Exercise aim :: Return the records that follow, unchanged and complete.

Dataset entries

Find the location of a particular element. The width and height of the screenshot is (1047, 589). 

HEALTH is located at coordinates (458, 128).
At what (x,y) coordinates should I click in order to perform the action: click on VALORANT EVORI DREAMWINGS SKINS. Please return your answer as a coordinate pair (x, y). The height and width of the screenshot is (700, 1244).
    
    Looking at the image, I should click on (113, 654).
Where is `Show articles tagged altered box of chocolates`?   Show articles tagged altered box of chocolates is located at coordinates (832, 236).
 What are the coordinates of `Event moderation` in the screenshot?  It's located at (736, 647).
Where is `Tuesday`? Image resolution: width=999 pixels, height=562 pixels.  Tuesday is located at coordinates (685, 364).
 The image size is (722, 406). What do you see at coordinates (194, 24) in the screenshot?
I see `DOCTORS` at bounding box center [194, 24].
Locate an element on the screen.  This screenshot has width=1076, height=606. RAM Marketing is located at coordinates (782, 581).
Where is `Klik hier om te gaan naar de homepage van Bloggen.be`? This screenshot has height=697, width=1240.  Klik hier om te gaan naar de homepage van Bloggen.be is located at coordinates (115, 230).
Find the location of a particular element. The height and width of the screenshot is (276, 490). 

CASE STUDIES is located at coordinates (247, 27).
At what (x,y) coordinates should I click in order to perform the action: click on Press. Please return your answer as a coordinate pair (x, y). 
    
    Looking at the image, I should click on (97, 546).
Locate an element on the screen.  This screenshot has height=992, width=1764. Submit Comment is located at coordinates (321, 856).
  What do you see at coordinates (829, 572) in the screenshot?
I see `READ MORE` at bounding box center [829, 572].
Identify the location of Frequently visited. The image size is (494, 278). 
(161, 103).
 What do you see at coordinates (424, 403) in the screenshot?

Written answer ::
Find the location of a particular element. The width and height of the screenshot is (1047, 589). 

HEALTH is located at coordinates (458, 128).
At what (x,y) coordinates should I click in order to perform the action: click on VALORANT EVORI DREAMWINGS SKINS. Please return your answer as a coordinate pair (x, y). The height and width of the screenshot is (700, 1244).
    
    Looking at the image, I should click on (113, 654).
Where is `Show articles tagged altered box of chocolates`?   Show articles tagged altered box of chocolates is located at coordinates (832, 236).
 What are the coordinates of `Event moderation` in the screenshot?  It's located at (736, 647).
Where is `Tuesday`? Image resolution: width=999 pixels, height=562 pixels.  Tuesday is located at coordinates (685, 364).
 The image size is (722, 406). What do you see at coordinates (194, 24) in the screenshot?
I see `DOCTORS` at bounding box center [194, 24].
Locate an element on the screen.  This screenshot has width=1076, height=606. RAM Marketing is located at coordinates (782, 581).
Where is `Klik hier om te gaan naar de homepage van Bloggen.be`? This screenshot has height=697, width=1240.  Klik hier om te gaan naar de homepage van Bloggen.be is located at coordinates (115, 230).
Find the location of a particular element. The height and width of the screenshot is (276, 490). 

CASE STUDIES is located at coordinates (247, 27).
At what (x,y) coordinates should I click in order to perform the action: click on Press. Please return your answer as a coordinate pair (x, y). 
    
    Looking at the image, I should click on (97, 546).
Locate an element on the screen.  This screenshot has height=992, width=1764. Submit Comment is located at coordinates (321, 856).
  What do you see at coordinates (829, 572) in the screenshot?
I see `READ MORE` at bounding box center [829, 572].
Identify the location of Frequently visited. The image size is (494, 278). 
(161, 103).
 What do you see at coordinates (424, 403) in the screenshot?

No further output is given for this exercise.